Blue Valley Schools in-plant in Overland Park, Kan., serves a K-12 school district with 22,000 students whose dedicated teachers consume a great deal of printed matter. Despite a rising demand for hard-copy output, the in-plant has handled it without adding staff positions. It has also saved the district $1.4 million in printing costs and given back precious time to teachers—time they once spent at copying machines instead of at their daily lesson plans.
All of this is possible because most of the in-plant’s document production is now automated to the point where no one touches it until printed and bound copies are ready to be picked up from the output trays. Rochester Software Associates supplies the tools, and on September 12, Blue Valley’s Jason Gilliam and Paul Ackerman told fellow in-plant managers at an RSA-sponsored in-plant luncheon how they have learned to use the tools to such good effect.
Gilliam said when the in-plant began automating about 10 years ago by installing RSA’s WebCRD Web-to-print solution, it realized that the processing of orders had to be as efficient as their input. It also was important to reduce printing costs by bringing work back in-house and finding ways to produce no more, but no less, of what teachers needed for classroom materials.

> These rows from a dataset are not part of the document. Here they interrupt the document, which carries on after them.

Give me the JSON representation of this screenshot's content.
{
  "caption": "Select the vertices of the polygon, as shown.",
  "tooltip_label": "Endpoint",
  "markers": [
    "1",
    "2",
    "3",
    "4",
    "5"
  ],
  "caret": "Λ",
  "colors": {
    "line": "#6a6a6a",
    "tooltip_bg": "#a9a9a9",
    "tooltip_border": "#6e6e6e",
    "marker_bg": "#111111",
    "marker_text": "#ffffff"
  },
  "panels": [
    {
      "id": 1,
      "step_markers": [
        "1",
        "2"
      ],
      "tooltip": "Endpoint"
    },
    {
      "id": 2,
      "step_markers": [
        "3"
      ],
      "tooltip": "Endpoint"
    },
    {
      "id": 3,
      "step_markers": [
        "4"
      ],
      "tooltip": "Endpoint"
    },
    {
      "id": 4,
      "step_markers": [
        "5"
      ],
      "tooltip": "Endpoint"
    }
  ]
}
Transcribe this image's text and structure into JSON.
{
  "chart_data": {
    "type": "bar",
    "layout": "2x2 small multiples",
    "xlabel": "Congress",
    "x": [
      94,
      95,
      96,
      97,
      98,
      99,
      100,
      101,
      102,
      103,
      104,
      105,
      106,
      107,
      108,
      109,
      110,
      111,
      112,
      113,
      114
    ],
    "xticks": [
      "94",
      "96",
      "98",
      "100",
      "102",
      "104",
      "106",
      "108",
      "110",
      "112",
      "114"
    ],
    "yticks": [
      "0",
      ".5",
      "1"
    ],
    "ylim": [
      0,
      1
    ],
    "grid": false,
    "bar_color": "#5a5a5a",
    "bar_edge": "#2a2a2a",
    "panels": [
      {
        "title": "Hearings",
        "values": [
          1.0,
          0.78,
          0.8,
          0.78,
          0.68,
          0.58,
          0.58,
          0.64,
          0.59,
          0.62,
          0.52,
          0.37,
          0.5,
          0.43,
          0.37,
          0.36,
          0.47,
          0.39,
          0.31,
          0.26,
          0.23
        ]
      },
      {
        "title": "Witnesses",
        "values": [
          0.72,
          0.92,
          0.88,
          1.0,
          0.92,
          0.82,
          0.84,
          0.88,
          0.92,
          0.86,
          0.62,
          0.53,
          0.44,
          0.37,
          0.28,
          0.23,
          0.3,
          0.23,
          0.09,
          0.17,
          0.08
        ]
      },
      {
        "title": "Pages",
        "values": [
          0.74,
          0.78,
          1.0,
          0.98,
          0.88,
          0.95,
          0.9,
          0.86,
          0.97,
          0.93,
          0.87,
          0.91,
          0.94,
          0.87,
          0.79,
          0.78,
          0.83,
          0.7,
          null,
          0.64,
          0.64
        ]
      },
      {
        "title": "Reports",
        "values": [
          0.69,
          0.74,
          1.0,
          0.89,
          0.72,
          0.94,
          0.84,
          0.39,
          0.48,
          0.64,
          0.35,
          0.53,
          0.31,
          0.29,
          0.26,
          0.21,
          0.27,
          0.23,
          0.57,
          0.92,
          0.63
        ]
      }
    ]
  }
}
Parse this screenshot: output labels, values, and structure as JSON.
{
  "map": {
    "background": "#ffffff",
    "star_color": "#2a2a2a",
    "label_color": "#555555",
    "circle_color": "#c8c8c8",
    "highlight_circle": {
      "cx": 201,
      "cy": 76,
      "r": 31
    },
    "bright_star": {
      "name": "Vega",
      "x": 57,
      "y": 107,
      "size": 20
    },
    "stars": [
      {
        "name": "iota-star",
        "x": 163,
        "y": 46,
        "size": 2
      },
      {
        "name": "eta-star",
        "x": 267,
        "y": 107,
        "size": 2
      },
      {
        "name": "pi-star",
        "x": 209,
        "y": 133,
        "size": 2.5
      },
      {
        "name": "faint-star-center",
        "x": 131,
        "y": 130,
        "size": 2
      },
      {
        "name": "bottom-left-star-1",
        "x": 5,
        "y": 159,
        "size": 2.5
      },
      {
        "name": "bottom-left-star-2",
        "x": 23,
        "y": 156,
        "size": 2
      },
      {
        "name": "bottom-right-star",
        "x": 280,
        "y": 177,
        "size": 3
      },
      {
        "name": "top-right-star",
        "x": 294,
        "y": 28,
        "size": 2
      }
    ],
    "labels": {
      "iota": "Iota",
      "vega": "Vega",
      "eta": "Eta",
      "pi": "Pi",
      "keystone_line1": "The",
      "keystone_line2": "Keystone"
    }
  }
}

One way of doing the latter is to buy rights to selected academic content instead of entire textbooks containing matter that teachers might not use. With the help of RSA software, the in-plant turns what it buys into PDFs that teachers can assemble from an online catalog into their own custom-curated course packs. (They can create and convert their own content as well.)
Ackerman said the one-click process is so efficient that the pack is on its way to being printed and bound on the shop’s digital presses within about 20 seconds after the teacher finishes inputting the specs.
One operator tends four machines, even at peak periods. Thanks to rules-based based processing in WebCRD, Ackerman said, 86% percent of the production in August—some 16,000 jobs—was fully automated.
But the real payoff, according to Ackerman, is the 30 to 45 minutes of daily lesson planning time that the RSA-enabled workflow has given back to Blue Valley teachers. This has had “a priceless impact on student learning,” he said.
Patrick Henry is the director of Liberty or Death Communications. He is also a former Senior Editor at NAPCO Media and long time industry veteran.